UC Berkeley muscles in on the startup space, launching 7,000-square-foot institute

UC Berkeley muscles in on the startup space, launching 7,000-square-foot institute


 

UC Berkeley muscles in on the startup space, launching 7,000-square-foot institute

 

Entrepreneurs from UC Berkeley have a new home in an off-campus facility to help grease the wheels for the university’s thriving startup ecosystem.

In April, the House Fund, a $6 million venture fund exclusively for Cal startups, launched with a portfolio of six early-stage companies across robotics, ed-tech, digital health and artificial intelligence. Now, the fund has expanded its footprint to include a 7,000-square-foot facility located just outside the campus to house startup residencies and support programs for the countless promising ventures hatched by students and faculty.

 

Called The House, the “startup institute” is a home for the House Fund, its venture affiliate, and residency programs to provide longer-term support for entrepreneurs than a typical venture accelerator could provide. And it’s attracted big-name supporters like University of California President Janet Napolitano, along with many other prominent folks across the university’s faculty and alumni network.

“Once we were able to tap into the right network of alumni, we saw interest spread like wildfire,” says Cameron Baradar, the institute’s managing director. “As the first startup fund for UC Berkeley, no one had presented the right opportunity at the intersection of investing and education.”

The House and UC Berkeley are not formally affiliated, with the House Fund’s financial backing coming largely from a network of alumni investors across the Bay Area. But it is one manifestation of a broader effort by the UC system to encourage entrepreneurship across all of its campuses. Earlier this year, the California State Assembly passed legislation to provide $66 million in funding to support entrepreneurship programs, divided equally across its 10 campuses over three years. UC Berkeley is set to receive $6.6 million from that bill, called AB-2664.

“Cameron was an enthusiastic and invaluable member of the team that got legislative funding of UC’s innovation and entrepreneurship efforts. His same enthusiasm has led to the launch of The House at Berkeley,” Napolitano said. “We are happy to work with The House to foster even more innovation and entrepreneurial activity within the UC system.”

Baradar, a Cal computer engineering alumni who worked on lobbying efforts for that bill along with Napolitano’s office, says that universities at large need a new and distinctive model for turning student innovation into successful business ventures.

“Y Combinator and others popularized the accelerator model, and since then, just about every variation has been tried,” Baradar says. “But we think bringing innovation out of a university is a fundamentally different problem to solve: When you start with 40,000 students aggregated on campus on campus for four to six years, researchers who have been working for decades, plus half a million alumni, the question is how to create entrepreneurship pathways for those students and researchers.”

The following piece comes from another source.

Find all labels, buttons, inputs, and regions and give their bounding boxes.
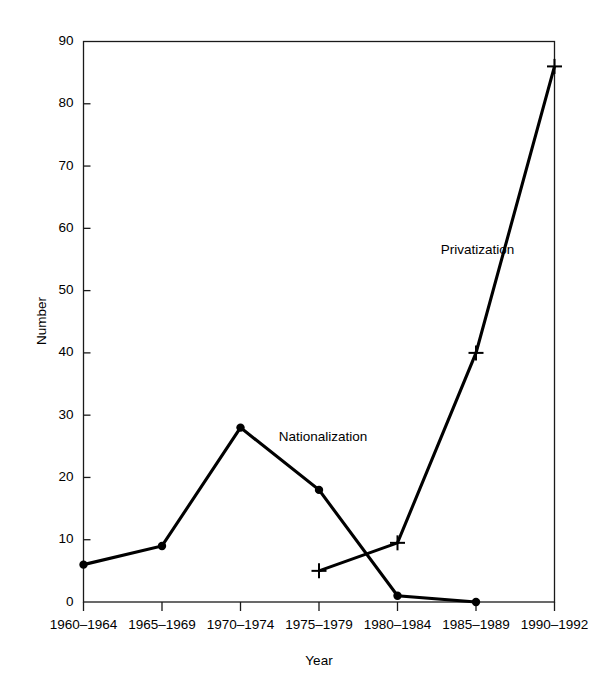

Among the university’s 500,000 alumni are countless venture capitalists and founders in the greater Bay Area: Some companies with at least one founder from Cal are Apple (NASDAQ: AAPL), VMWare ( NYSE: VMW), Tesla (NASDAQ: TSLA), and Tanium, among many others. Notable startups that were conceived on-campus include IndieGogo, InDinero, Lily Robotics and Databricks, acquired by Salesforce (NYSE: CRM) for $600 million. The broader ecosystem is vast, with 468 startups created by Cal students faculty and alumni last year, raising $4.1 billion in total according to Pitchbook.

Startups currently in residency at The House include Indoor Reality, an indoor mapping startup founded by engineering professor Avideh Zakhor, who previously sold a company to Google (NASDAQ: GOOG). It’s a convenient place for student and faculty entrepreneurs to turn for space, networking support and access to investment opportunities, she says: “The House has been able to provide me and Indoor Reality with game-changing support in building the foundations for this new business. I’m incredibly excited about the future of entrepreneurship at Berkeley because of The House.”

In addition to a buzzing network of founders and those eager to invest, The House also has the enthusiasm of faculty like computer science professors like Scott Shenker, himself a successful entrepreneur interested in helping students who want to start businesses.

“They are bringing together the best resources, and building a pathway of support for founders at all stages – whether it’s one of my students or a serial entrepreneur – to be successful,” Shenker says. “Berkeley has been waiting for this.”

The House is a new 7,000 square foot institute intended as a home for the UC Berkeley startup ecosystem.